Let’s Play Mono-Poly: BERT Can Reveal Words’ Polysemy Level and Partitionability into Senses
Abstract
Pre-trained language models (LMs) encode rich information about linguistic structure but their knowledge about lexical polysemy remains unclear. We propose a novel experimental setup for analysing this knowledge in LMs specifically trained for different languages (English, French, Spanish and Greek) and in multilingual BERT. We perform our analysis on datasets carefully designed to reflect different sense distributions, and control for parameters that are highly correlated with polysemy such as frequency and grammatical category. We demonstrate that BERT-derived representations reflect words' polysemy level and their partitionability into senses. Polysemy-related information is more clearly present in English BERT embeddings, but models in other languages also manage to establish relevant distinctions between words at different polysemy levels. Our results contribute to a better understanding of the knowledge encoded in contextualised representations and open up new avenues for multilingual lexical semantics research.
Author Biography
Aina Garí Soler
I’m a PhD student at the TLP group of the LIMSI lab, in Orsay, France, under the supervision of Marianna Apidianaki and Alexandre Allauzen. My thesis is part of the ANR MultiSem project.
My broad research area is Natural Language Processing, and more concretely I am working on Computational Lexical Semantics. My interests include representations of words and meaning in context, paraphrasing, lexical style and semantic ambiguity.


What needs to be done:
Only the pictures are to be dropped, and the rest of the data should be copied exactly.

Dataset items
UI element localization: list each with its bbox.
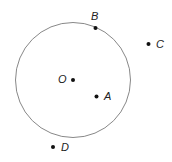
diagram-canvas xyxy=(0,0,172,162)
label-o: O xyxy=(58,74,67,85)
point-b-dot xyxy=(94,26,98,30)
geometry-diagram: O B C A D xyxy=(0,0,172,162)
label-d: D xyxy=(61,142,69,153)
point-d-dot xyxy=(51,145,55,149)
point-o-dot xyxy=(71,78,75,82)
label-c: C xyxy=(156,39,164,50)
label-b: B xyxy=(91,11,98,22)
label-a: A xyxy=(104,91,111,102)
point-a-dot xyxy=(95,95,99,99)
point-c-dot xyxy=(147,42,151,46)
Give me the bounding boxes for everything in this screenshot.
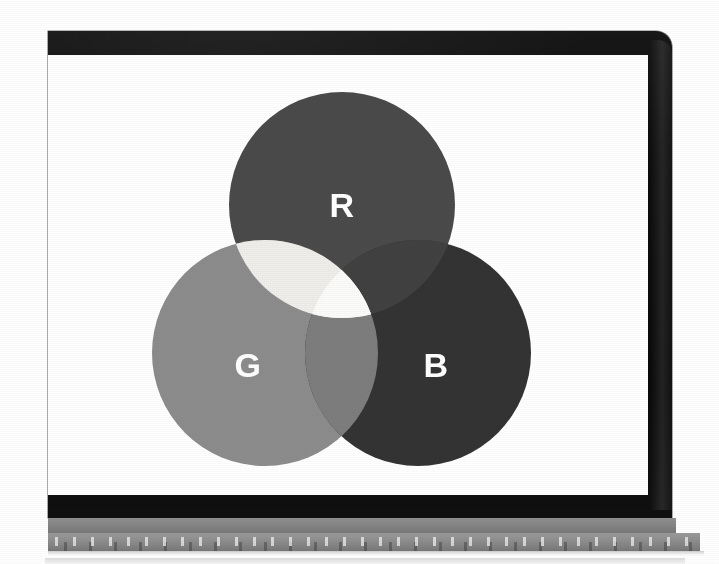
venn-label-r: R [329,186,354,224]
laptop-device: R G B [0,0,719,564]
venn-label-g: G [235,346,262,384]
venn-label-b: B [423,346,448,384]
laptop-screen-viewport: R G B [48,55,648,495]
venn-diagram-svg: R G B [48,55,648,495]
laptop-keyboard-deck [48,533,700,553]
laptop-base-band [45,558,685,564]
venn-diagram: R G B [48,55,648,495]
keyboard-keys[interactable] [48,533,700,553]
laptop-hinge [48,518,676,533]
laptop-deck-edge [48,551,704,556]
screenshot-stage: R G B [0,0,719,564]
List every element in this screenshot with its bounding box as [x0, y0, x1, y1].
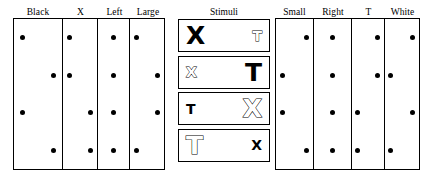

Final answer:
UI element localization: list each with its bbox.
diagram-canvas xyxy=(0,0,172,162)
label-o: O xyxy=(58,74,67,85)
point-b-dot xyxy=(94,26,98,30)
geometry-diagram: O B C A D xyxy=(0,0,172,162)
label-d: D xyxy=(61,142,69,153)
point-d-dot xyxy=(51,145,55,149)
point-o-dot xyxy=(71,78,75,82)
label-c: C xyxy=(156,39,164,50)
label-b: B xyxy=(91,11,98,22)
label-a: A xyxy=(104,91,111,102)
point-a-dot xyxy=(95,95,99,99)
point-c-dot xyxy=(147,42,151,46)
Give me the bounding boxes for everything in this screenshot.
venn-label-r: R [329,186,354,224]
laptop-device: R G B [0,0,719,564]
venn-label-g: G [235,346,262,384]
venn-label-b: B [423,346,448,384]
laptop-screen-viewport: R G B [48,55,648,495]
venn-diagram-svg: R G B [48,55,648,495]
laptop-keyboard-deck [48,533,700,553]
laptop-base-band [45,558,685,564]
venn-diagram: R G B [48,55,648,495]
keyboard-keys[interactable] [48,533,700,553]
laptop-hinge [48,518,676,533]
laptop-deck-edge [48,551,704,556]
screenshot-stage: R G B [0,0,719,564]
List every element in this screenshot with its bounding box as [x0, y0, x1, y1].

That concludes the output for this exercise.